How to Compare Two CSV Files
Spot every added, removed, and changed row between two CSV exports, without converting or writing formulas.
Comparing two CSV files by eye is hopeless past a few dozen rows, and the usual workarounds, sorting both files, eyeballing them side by side, or building a VLOOKUP, all break down when rows are reordered or columns shift. What you actually want is a row-by-row diff that matches records by a key and highlights only what changed.
The reliable approach is to align the two files on a column that uniquely identifies each row (an ID, an email, an order number), then compare the rest cell by cell. Done right, a reordered file shows zero changes and a single edited value shows exactly one.
- 1
Open both CSV files
Drop your old CSV in the left zone and the new CSV in the right. Both are parsed in your browser; nothing is uploaded.
- 2
Confirm the header and key column
The header row is detected automatically. Pick the column that uniquely identifies each row so records are matched by value, not position, which makes row order irrelevant.
- 3
Read the diff
Added rows are green, removed rows are red, and changed cells are highlighted with the old value shown. Filter to show only changes to focus on what moved.
- 4
Export the result
Download the comparison as an Excel file with the highlighting preserved, so you can share exactly what changed.

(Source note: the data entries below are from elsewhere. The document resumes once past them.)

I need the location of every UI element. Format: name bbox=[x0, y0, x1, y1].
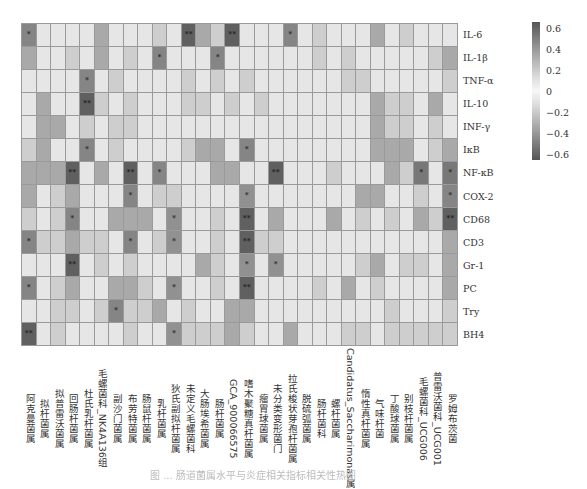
heatmap-cell bbox=[153, 300, 168, 323]
heatmap-cell bbox=[371, 70, 386, 93]
heatmap-cell bbox=[182, 277, 197, 300]
heatmap-cell bbox=[211, 24, 226, 47]
heatmap-cell bbox=[313, 47, 328, 70]
heatmap-cell bbox=[327, 277, 342, 300]
heatmap-cell bbox=[385, 24, 400, 47]
heatmap-cell bbox=[371, 24, 386, 47]
heatmap-cell bbox=[95, 231, 110, 254]
heatmap-cell bbox=[80, 208, 95, 231]
heatmap-cell bbox=[400, 323, 415, 346]
heatmap-cell bbox=[124, 208, 139, 231]
heatmap-cell bbox=[109, 70, 124, 93]
heatmap-cell bbox=[298, 208, 313, 231]
heatmap-cell bbox=[298, 93, 313, 116]
heatmap-cell bbox=[327, 254, 342, 277]
heatmap-cell bbox=[211, 116, 226, 139]
heatmap-cell bbox=[400, 162, 415, 185]
heatmap-cell: ** bbox=[80, 93, 95, 116]
colorbar-tick-label: −0.6 bbox=[546, 149, 569, 160]
column-label: 副沙门菌属 bbox=[108, 348, 123, 489]
heatmap-cell bbox=[298, 139, 313, 162]
heatmap-cell bbox=[196, 70, 211, 93]
heatmap-cell bbox=[400, 277, 415, 300]
heatmap-cell bbox=[196, 116, 211, 139]
heatmap-cell bbox=[51, 24, 66, 47]
heatmap-cell bbox=[429, 139, 444, 162]
heatmap-cell bbox=[66, 323, 81, 346]
heatmap-cell bbox=[414, 93, 429, 116]
row-label: INF-γ bbox=[463, 115, 533, 138]
row-label: IL-6 bbox=[463, 23, 533, 46]
heatmap-cell bbox=[255, 208, 270, 231]
heatmap-cell: * bbox=[124, 185, 139, 208]
heatmap-cell: * bbox=[124, 231, 139, 254]
heatmap-cell bbox=[429, 300, 444, 323]
heatmap-cell bbox=[356, 254, 371, 277]
heatmap-cell bbox=[37, 116, 52, 139]
row-labels: IL-6IL-1βTNF-αIL-10INF-γIκBNF-κBCOX-2CD6… bbox=[463, 23, 533, 346]
heatmap-cell bbox=[429, 93, 444, 116]
heatmap-cell bbox=[414, 231, 429, 254]
row-label: Try bbox=[463, 300, 533, 323]
heatmap-cell bbox=[51, 231, 66, 254]
heatmap-cell bbox=[429, 162, 444, 185]
heatmap-cell: * bbox=[167, 323, 182, 346]
heatmap-cell bbox=[80, 116, 95, 139]
heatmap-cell bbox=[269, 24, 284, 47]
heatmap-cell bbox=[327, 185, 342, 208]
row-label: PC bbox=[463, 277, 533, 300]
heatmap-cell bbox=[138, 70, 153, 93]
heatmap-cell bbox=[298, 162, 313, 185]
heatmap-cell bbox=[327, 231, 342, 254]
heatmap-cell bbox=[66, 300, 81, 323]
heatmap-cell: ** bbox=[22, 323, 37, 346]
heatmap-cell bbox=[138, 185, 153, 208]
heatmap-cell bbox=[255, 139, 270, 162]
heatmap-cell bbox=[429, 47, 444, 70]
heatmap-cell bbox=[109, 323, 124, 346]
column-label: 拟杆菌属 bbox=[36, 348, 51, 489]
heatmap-cell bbox=[313, 208, 328, 231]
heatmap-cell bbox=[37, 277, 52, 300]
heatmap-cell bbox=[313, 24, 328, 47]
heatmap-cell bbox=[284, 139, 299, 162]
heatmap-cell bbox=[240, 300, 255, 323]
heatmap-cell bbox=[182, 300, 197, 323]
heatmap-cell bbox=[196, 323, 211, 346]
heatmap-cell bbox=[342, 185, 357, 208]
heatmap-cell bbox=[414, 185, 429, 208]
heatmap-cell bbox=[342, 70, 357, 93]
heatmap-cell bbox=[225, 116, 240, 139]
column-label: 杜氏乳杆菌属 bbox=[79, 348, 94, 489]
heatmap-cell bbox=[37, 300, 52, 323]
heatmap-cell bbox=[414, 116, 429, 139]
heatmap-cell bbox=[400, 24, 415, 47]
heatmap-cell bbox=[37, 70, 52, 93]
heatmap-cell bbox=[342, 139, 357, 162]
heatmap-cell bbox=[327, 139, 342, 162]
heatmap-cell bbox=[255, 24, 270, 47]
heatmap-cell bbox=[255, 277, 270, 300]
heatmap-cell bbox=[95, 93, 110, 116]
heatmap-cell bbox=[240, 162, 255, 185]
heatmap-cell bbox=[196, 277, 211, 300]
heatmap-cell bbox=[327, 47, 342, 70]
heatmap-cell bbox=[255, 300, 270, 323]
heatmap-cell: * bbox=[153, 162, 168, 185]
heatmap-cell bbox=[225, 47, 240, 70]
heatmap-cell bbox=[37, 323, 52, 346]
heatmap-cell bbox=[342, 47, 357, 70]
heatmap-cell bbox=[327, 93, 342, 116]
heatmap-cell bbox=[414, 254, 429, 277]
heatmap-cell bbox=[196, 162, 211, 185]
heatmap-cell bbox=[51, 323, 66, 346]
row-label: BH4 bbox=[463, 323, 533, 346]
heatmap-cell bbox=[167, 24, 182, 47]
heatmap-cell bbox=[182, 139, 197, 162]
heatmap-cell bbox=[51, 70, 66, 93]
heatmap-cell bbox=[385, 93, 400, 116]
heatmap-cell bbox=[95, 116, 110, 139]
heatmap-cell bbox=[443, 254, 458, 277]
heatmap-cell bbox=[284, 47, 299, 70]
heatmap-cell bbox=[284, 300, 299, 323]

Frequently asked questions
Do the two CSVs need the same column order?▾
No. Columns are matched by header name, so a reordered file compares correctly. Only the header names need to line up.
What if the files have no header row?▾
Add a simple header row (col1,col2,...) to both files first. A comparison needs named columns to match on.
Why are identical-looking rows shown as different?▾
Usually whitespace, case, or number formatting. Turn on trim whitespace, ignore case, and treat formatted and raw numbers as equal to remove those false positives.
How large can the CSVs be?▾
A free account compares files up to 1,000 rows; Pro handles up to 250,000. Everything runs in your browser, so very large files also depend on your device's memory.